Before you cross the DUI officer, know where they were certified, and where else they have worked.

Georgia officer records run on certification: Officer Lookup returns the arresting officer's GA POST peace-officer certification and employment history, including moves between departments, the wandering-officer pattern worth flagging, published via the National Police Index, every entry cited to the underlying public record. Free preview live now; $147 for the full source-cited brief.

Certification and employment history are cross-examination foundation.

A Georgia DUI case turns on the arresting officer's training and judgment at the stop and on the field-sobriety tests. Whether the officer is POST-certified, and whether they have moved between departments, is foundation a defender can lay before cross, the "wandering officer" who leaves one agency and is hired by another is a documented pattern worth checking on the record.
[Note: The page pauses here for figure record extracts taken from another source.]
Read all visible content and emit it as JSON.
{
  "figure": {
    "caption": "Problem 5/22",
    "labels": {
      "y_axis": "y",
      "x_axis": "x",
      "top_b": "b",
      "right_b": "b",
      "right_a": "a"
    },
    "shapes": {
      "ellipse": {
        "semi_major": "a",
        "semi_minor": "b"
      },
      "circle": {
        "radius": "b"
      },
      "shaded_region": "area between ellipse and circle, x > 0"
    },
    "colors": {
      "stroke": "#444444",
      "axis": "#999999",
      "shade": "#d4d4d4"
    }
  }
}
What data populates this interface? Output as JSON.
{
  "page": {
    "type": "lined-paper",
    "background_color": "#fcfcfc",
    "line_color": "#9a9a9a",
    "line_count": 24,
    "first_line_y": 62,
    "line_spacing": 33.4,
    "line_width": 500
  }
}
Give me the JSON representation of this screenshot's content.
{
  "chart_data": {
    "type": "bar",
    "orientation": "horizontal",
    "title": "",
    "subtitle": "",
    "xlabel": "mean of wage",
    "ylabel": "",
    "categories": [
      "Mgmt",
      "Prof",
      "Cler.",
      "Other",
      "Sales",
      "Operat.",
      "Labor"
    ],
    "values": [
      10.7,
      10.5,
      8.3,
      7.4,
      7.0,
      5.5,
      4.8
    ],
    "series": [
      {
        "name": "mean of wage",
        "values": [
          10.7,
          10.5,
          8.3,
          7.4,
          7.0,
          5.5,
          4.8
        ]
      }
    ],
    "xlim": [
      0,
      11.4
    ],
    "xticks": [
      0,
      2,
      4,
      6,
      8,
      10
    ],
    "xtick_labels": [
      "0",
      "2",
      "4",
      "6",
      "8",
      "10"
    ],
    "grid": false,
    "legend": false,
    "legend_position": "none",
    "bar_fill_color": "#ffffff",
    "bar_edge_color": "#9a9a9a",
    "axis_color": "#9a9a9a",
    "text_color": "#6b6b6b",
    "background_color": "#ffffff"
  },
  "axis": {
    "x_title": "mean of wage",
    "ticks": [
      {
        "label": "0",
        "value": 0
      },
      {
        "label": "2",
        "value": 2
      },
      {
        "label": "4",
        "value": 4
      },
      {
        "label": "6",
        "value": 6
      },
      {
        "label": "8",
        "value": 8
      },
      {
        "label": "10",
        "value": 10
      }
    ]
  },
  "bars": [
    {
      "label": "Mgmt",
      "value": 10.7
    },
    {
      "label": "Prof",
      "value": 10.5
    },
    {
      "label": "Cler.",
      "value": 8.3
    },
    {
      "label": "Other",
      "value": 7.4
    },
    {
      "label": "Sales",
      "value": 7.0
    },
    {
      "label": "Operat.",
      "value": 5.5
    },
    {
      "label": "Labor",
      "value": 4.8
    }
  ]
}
The POST certification and employment record is public under the Georgia Open Records Act, but assembling it per officer is its own task. Officer Lookup returns it in one search and cites every row to the record it came from, so the output works as exhibit foundation, not a tip.

  • GA POST certification + employment history
    peace-officer certification status and department-to-department employment history, public under the Georgia Open Records Act and published via the National Police Index, certification history, not internal-affairs complaint files

This is certification and employment history, not a finding of misconduct or an internal-affairs file. Entries are source-backed leads for attorney review, not Brady/Giglio determinations. Coverage is Georgia and six other live jurisdictions, not all 50 states. All data is drawn from the named public source.

What is specific to a Georgia DUI.

A Georgia DUI is charged under O.C.G.A. § 40-6-391, DUI "less safe" and DUI per se. Georgia is now a Daubert state for criminal cases: HB 478 (2022) extended the Daubert reliability standard to criminal trials by amending O.C.G.A. § 24-7-702 (the prior criminal standard was Harper). That makes the State's field-sobriety and chemical-test experts, and the arresting officer's training, squarely challengeable on reliability, with the officer's record as foundation.

The certification and employment record is public under the Georgia Open Records Act (O.C.G.A. § 50-18-70); the paid brief maps the records-demand path to Georgia POST and each prior agency. POST certification can be sanctioned or revoked, and an officer's agency-to-agency separations are on the record, worth checking before cross.

Frequently asked questions

What does a Georgia officer record actually show?
Georgia POST peace-officer certification and employment history — the agencies, dates, and separations — obtained under the Georgia Open Records Act (O.C.G.A. § 50-18-70) and published via the National Police Index. It is certification and employment history, not a civilian-complaint or internal-affairs file.
Why does the officer's certification record matter in a Georgia DUI?
A Georgia DUI is charged under O.C.G.A. § 40-6-391 (DUI “less safe” and DUI per se). Georgia became a Daubert state for criminal cases when HB 478 (2022) amended O.C.G.A. § 24-7-702 — replacing the prior Harper standard — so the State's field-sobriety and chemical-test experts, and the arresting officer's training, are squarely challengeable on reliability, with the officer's certification record as foundation.
Is a Georgia POST record a finding of misconduct?
No. The certification and employment record is a source-backed lead cited to the public record, for attorney review — not a Brady/Giglio determination and not a finding of misconduct.
How much does it cost?
The officer search is a free preview. The full source-cited report for a named officer is $147, with a 7-day refund if it is not usable.